Washington’s interim police chief said Tuesday that 13 officers were placed on administrative leave as part of an internal investigation into how the department keeps crime statistics, a matter that has also drawn scrutiny from Congress and the U.S. Attorney’s Office.
Interim Police Chief Jeffery Carroll said at a press conference that the officers were put on leave Monday, after what he described as an investigation that began earlier this year. He said the probe began following a referral from the U.S. Attorney’s Office and that he declined repeatedly to provide details about the specific allegations or the investigation’s findings.
Carroll said the officers were not fired, and he described the department’s internal administrative rights process. He said the MPD’s “adverse action panel” would review evidence and determine whether any discipline is necessary, adding that the administrative process “must be allowed to take its course.”
Carroll also said the department’s internal investigation would not be released publicly. He said assessments and training were under way for officers on how to submit data, and he said he had confidence in the department’s crime statistics, describing them as tools used daily for deployment across the city.
The announcement comes amid an extended dispute over the accuracy of Washington’s crime data and how it is used to measure public safety progress. The AP report says President Donald Trump issued a monthlong emergency order last summer that federalized the police force and launched a federal law enforcement operation in Washington intended to fight crime, and Trump repeatedly touted drops in crime during and after the surge.
In contrast, Washington Mayor Muriel Bowser and other city officials have said crime was already trending downward. Republicans and the administration then raised questions about whether the data had been manipulated, the AP said, which limited the political benefit of the surge.
The scrutiny included separate investigations by the House Committee on Oversight and Government Reform and the Justice Department. The AP report said a report released in December by the House Committee found then-police Chief Pamela Smith often threatened, punished and retaliated against police commanders who presented her with “spikes in crime,” according to the Republican-led committee. The report said Smith pressured subordinates to manipulate department data to artificially lower city crime rates.
A separate investigation by U.S. Attorney Jeanine Pirro’s office also found that a significant number of MPD reports had been misclassified to make crime rates appear lower than they are, the AP report said. The AP said neither congressional investigators nor the U.S. Attorney’s office found grounds to charge anyone with a crime, and it reported Pirro had said at the time that it was up to MPD to address “these underlying issues.”
Carroll, who took over as interim chief in December, said Tuesday that the department had been successful in reducing crime over the last three years, including in homicides, shootings and carjackings. He said the administrative leave decision reflects the department’s internal review as it proceeds through its stated processes, rather than a conclusion that any disciplinary outcome has been finalized.
Bowser, according to the AP report, also called for an independent investigation by the city’s inspector general, a probe that the report said began in January.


What this task involves
All of the entries need to be repeated exactly. Leave nothing out.

___ Task input

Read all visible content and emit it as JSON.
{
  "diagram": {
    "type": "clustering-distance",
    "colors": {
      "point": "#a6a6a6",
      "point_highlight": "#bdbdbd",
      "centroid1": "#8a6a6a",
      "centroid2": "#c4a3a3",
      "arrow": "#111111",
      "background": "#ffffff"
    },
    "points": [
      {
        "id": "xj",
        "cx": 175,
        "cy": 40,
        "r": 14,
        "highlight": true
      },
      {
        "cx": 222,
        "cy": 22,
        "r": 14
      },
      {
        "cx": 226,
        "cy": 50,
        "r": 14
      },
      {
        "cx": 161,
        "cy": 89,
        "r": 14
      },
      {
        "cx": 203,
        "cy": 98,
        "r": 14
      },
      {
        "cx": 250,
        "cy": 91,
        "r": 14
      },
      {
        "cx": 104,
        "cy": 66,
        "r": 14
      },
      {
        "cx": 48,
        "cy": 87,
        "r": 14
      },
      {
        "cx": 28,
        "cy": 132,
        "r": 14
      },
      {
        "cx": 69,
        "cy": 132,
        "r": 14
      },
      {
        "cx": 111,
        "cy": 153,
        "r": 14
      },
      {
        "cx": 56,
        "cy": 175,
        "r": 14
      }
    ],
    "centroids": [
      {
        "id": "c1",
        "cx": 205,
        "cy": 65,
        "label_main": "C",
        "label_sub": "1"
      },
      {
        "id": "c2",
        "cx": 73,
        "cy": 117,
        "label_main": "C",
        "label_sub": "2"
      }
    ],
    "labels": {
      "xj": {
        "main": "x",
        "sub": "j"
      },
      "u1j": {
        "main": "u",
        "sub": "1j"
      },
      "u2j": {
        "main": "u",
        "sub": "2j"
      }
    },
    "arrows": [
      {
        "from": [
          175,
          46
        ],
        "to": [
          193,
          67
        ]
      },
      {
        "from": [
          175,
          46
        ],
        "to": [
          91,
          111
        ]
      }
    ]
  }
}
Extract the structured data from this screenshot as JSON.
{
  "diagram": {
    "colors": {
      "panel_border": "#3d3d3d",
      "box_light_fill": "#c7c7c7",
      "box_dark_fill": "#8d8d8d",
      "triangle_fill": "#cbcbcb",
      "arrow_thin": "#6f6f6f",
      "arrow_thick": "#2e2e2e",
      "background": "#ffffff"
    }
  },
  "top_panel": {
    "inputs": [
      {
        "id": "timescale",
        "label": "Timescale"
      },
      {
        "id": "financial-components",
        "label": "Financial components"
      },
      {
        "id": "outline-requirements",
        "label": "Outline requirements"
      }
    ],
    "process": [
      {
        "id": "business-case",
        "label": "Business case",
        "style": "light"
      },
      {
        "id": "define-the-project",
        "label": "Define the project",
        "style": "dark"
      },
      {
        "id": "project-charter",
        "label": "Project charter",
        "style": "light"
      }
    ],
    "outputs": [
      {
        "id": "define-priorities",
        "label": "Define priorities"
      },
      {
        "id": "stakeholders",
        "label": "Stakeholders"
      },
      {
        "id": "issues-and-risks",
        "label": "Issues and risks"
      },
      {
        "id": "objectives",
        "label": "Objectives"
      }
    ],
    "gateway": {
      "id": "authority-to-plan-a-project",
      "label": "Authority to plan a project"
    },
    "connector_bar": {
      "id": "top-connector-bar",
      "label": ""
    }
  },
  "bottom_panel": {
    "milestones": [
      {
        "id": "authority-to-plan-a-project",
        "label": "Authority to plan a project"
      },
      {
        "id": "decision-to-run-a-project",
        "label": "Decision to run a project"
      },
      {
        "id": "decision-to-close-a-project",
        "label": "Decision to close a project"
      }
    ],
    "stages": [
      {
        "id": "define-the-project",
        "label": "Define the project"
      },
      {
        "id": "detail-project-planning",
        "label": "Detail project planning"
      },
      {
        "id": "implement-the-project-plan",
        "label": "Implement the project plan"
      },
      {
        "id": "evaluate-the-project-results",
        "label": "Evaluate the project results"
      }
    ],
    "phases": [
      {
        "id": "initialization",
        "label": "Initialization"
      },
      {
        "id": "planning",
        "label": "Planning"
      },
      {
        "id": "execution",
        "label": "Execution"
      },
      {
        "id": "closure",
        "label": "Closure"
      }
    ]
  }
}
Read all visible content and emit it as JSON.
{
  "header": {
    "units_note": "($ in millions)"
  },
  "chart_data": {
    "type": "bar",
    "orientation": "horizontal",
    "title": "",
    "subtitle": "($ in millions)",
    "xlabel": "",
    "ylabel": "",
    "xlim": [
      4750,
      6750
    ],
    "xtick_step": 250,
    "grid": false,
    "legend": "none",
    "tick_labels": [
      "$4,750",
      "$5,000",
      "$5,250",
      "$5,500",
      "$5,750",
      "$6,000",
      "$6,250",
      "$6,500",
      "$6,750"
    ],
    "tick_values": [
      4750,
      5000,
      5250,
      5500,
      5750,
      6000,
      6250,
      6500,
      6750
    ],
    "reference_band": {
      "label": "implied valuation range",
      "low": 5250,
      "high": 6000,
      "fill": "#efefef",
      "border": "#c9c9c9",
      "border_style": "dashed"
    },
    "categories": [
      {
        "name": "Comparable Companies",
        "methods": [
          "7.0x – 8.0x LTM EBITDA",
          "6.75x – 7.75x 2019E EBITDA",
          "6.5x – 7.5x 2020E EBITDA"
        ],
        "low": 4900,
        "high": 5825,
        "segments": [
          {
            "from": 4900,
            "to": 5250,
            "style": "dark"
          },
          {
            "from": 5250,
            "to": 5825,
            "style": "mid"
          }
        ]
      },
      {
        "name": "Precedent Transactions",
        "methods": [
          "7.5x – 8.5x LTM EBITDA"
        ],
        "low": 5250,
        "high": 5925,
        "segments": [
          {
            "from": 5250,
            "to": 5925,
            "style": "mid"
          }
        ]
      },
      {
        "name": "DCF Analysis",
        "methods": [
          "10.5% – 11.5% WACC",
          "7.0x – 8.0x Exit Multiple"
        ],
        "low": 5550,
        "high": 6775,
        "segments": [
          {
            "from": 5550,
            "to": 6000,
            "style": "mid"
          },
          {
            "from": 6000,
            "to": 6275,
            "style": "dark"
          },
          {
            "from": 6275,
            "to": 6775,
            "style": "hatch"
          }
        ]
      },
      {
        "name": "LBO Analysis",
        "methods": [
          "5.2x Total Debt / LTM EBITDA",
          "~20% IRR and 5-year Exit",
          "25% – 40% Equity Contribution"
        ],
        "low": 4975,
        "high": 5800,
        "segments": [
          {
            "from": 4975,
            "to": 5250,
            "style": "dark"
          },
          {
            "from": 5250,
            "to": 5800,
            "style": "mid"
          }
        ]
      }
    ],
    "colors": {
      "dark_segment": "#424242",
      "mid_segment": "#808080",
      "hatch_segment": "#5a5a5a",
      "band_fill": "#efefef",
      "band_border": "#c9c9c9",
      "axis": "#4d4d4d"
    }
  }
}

______

Task answer
Read all visible content and emit it as JSON.
{
  "diagram": {
    "type": "clustering-distance",
    "colors": {
      "point": "#a6a6a6",
      "point_highlight": "#bdbdbd",
      "centroid1": "#8a6a6a",
      "centroid2": "#c4a3a3",
      "arrow": "#111111",
      "background": "#ffffff"
    },
    "points": [
      {
        "id": "xj",
        "cx": 175,
        "cy": 40,
        "r": 14,
        "highlight": true
      },
      {
        "cx": 222,
        "cy": 22,
        "r": 14
      },
      {
        "cx": 226,
        "cy": 50,
        "r": 14
      },
      {
        "cx": 161,
        "cy": 89,
        "r": 14
      },
      {
        "cx": 203,
        "cy": 98,
        "r": 14
      },
      {
        "cx": 250,
        "cy": 91,
        "r": 14
      },
      {
        "cx": 104,
        "cy": 66,
        "r": 14
      },
      {
        "cx": 48,
        "cy": 87,
        "r": 14
      },
      {
        "cx": 28,
        "cy": 132,
        "r": 14
      },
      {
        "cx": 69,
        "cy": 132,
        "r": 14
      },
      {
        "cx": 111,
        "cy": 153,
        "r": 14
      },
      {
        "cx": 56,
        "cy": 175,
        "r": 14
      }
    ],
    "centroids": [
      {
        "id": "c1",
        "cx": 205,
        "cy": 65,
        "label_main": "C",
        "label_sub": "1"
      },
      {
        "id": "c2",
        "cx": 73,
        "cy": 117,
        "label_main": "C",
        "label_sub": "2"
      }
    ],
    "labels": {
      "xj": {
        "main": "x",
        "sub": "j"
      },
      "u1j": {
        "main": "u",
        "sub": "1j"
      },
      "u2j": {
        "main": "u",
        "sub": "2j"
      }
    },
    "arrows": [
      {
        "from": [
          175,
          46
        ],
        "to": [
          193,
          67
        ]
      },
      {
        "from": [
          175,
          46
        ],
        "to": [
          91,
          111
        ]
      }
    ]
  }
}
Extract the structured data from this screenshot as JSON.
{
  "diagram": {
    "colors": {
      "panel_border": "#3d3d3d",
      "box_light_fill": "#c7c7c7",
      "box_dark_fill": "#8d8d8d",
      "triangle_fill": "#cbcbcb",
      "arrow_thin": "#6f6f6f",
      "arrow_thick": "#2e2e2e",
      "background": "#ffffff"
    }
  },
  "top_panel": {
    "inputs": [
      {
        "id": "timescale",
        "label": "Timescale"
      },
      {
        "id": "financial-components",
        "label": "Financial components"
      },
      {
        "id": "outline-requirements",
        "label": "Outline requirements"
      }
    ],
    "process": [
      {
        "id": "business-case",
        "label": "Business case",
        "style": "light"
      },
      {
        "id": "define-the-project",
        "label": "Define the project",
        "style": "dark"
      },
      {
        "id": "project-charter",
        "label": "Project charter",
        "style": "light"
      }
    ],
    "outputs": [
      {
        "id": "define-priorities",
        "label": "Define priorities"
      },
      {
        "id": "stakeholders",
        "label": "Stakeholders"
      },
      {
        "id": "issues-and-risks",
        "label": "Issues and risks"
      },
      {
        "id": "objectives",
        "label": "Objectives"
      }
    ],
    "gateway": {
      "id": "authority-to-plan-a-project",
      "label": "Authority to plan a project"
    },
    "connector_bar": {
      "id": "top-connector-bar",
      "label": ""
    }
  },
  "bottom_panel": {
    "milestones": [
      {
        "id": "authority-to-plan-a-project",
        "label": "Authority to plan a project"
      },
      {
        "id": "decision-to-run-a-project",
        "label": "Decision to run a project"
      },
      {
        "id": "decision-to-close-a-project",
        "label": "Decision to close a project"
      }
    ],
    "stages": [
      {
        "id": "define-the-project",
        "label": "Define the project"
      },
      {
        "id": "detail-project-planning",
        "label": "Detail project planning"
      },
      {
        "id": "implement-the-project-plan",
        "label": "Implement the project plan"
      },
      {
        "id": "evaluate-the-project-results",
        "label": "Evaluate the project results"
      }
    ],
    "phases": [
      {
        "id": "initialization",
        "label": "Initialization"
      },
      {
        "id": "planning",
        "label": "Planning"
      },
      {
        "id": "execution",
        "label": "Execution"
      },
      {
        "id": "closure",
        "label": "Closure"
      }
    ]
  }
}
Read all visible content and emit it as JSON.
{
  "header": {
    "units_note": "($ in millions)"
  },
  "chart_data": {
    "type": "bar",
    "orientation": "horizontal",
    "title": "",
    "subtitle": "($ in millions)",
    "xlabel": "",
    "ylabel": "",
    "xlim": [
      4750,
      6750
    ],
    "xtick_step": 250,
    "grid": false,
    "legend": "none",
    "tick_labels": [
      "$4,750",
      "$5,000",
      "$5,250",
      "$5,500",
      "$5,750",
      "$6,000",
      "$6,250",
      "$6,500",
      "$6,750"
    ],
    "tick_values": [
      4750,
      5000,
      5250,
      5500,
      5750,
      6000,
      6250,
      6500,
      6750
    ],
    "reference_band": {
      "label": "implied valuation range",
      "low": 5250,
      "high": 6000,
      "fill": "#efefef",
      "border": "#c9c9c9",
      "border_style": "dashed"
    },
    "categories": [
      {
        "name": "Comparable Companies",
        "methods": [
          "7.0x – 8.0x LTM EBITDA",
          "6.75x – 7.75x 2019E EBITDA",
          "6.5x – 7.5x 2020E EBITDA"
        ],
        "low": 4900,
        "high": 5825,
        "segments": [
          {
            "from": 4900,
            "to": 5250,
            "style": "dark"
          },
          {
            "from": 5250,
            "to": 5825,
            "style": "mid"
          }
        ]
      },
      {
        "name": "Precedent Transactions",
        "methods": [
          "7.5x – 8.5x LTM EBITDA"
        ],
        "low": 5250,
        "high": 5925,
        "segments": [
          {
            "from": 5250,
            "to": 5925,
            "style": "mid"
          }
        ]
      },
      {
        "name": "DCF Analysis",
        "methods": [
          "10.5% – 11.5% WACC",
          "7.0x – 8.0x Exit Multiple"
        ],
        "low": 5550,
        "high": 6775,
        "segments": [
          {
            "from": 5550,
            "to": 6000,
            "style": "mid"
          },
          {
            "from": 6000,
            "to": 6275,
            "style": "dark"
          },
          {
            "from": 6275,
            "to": 6775,
            "style": "hatch"
          }
        ]
      },
      {
        "name": "LBO Analysis",
        "methods": [
          "5.2x Total Debt / LTM EBITDA",
          "~20% IRR and 5-year Exit",
          "25% – 40% Equity Contribution"
        ],
        "low": 4975,
        "high": 5800,
        "segments": [
          {
            "from": 4975,
            "to": 5250,
            "style": "dark"
          },
          {
            "from": 5250,
            "to": 5800,
            "style": "mid"
          }
        ]
      }
    ],
    "colors": {
      "dark_segment": "#424242",
      "mid_segment": "#808080",
      "hatch_segment": "#5a5a5a",
      "band_fill": "#efefef",
      "band_border": "#c9c9c9",
      "axis": "#4d4d4d"
    }
  }
}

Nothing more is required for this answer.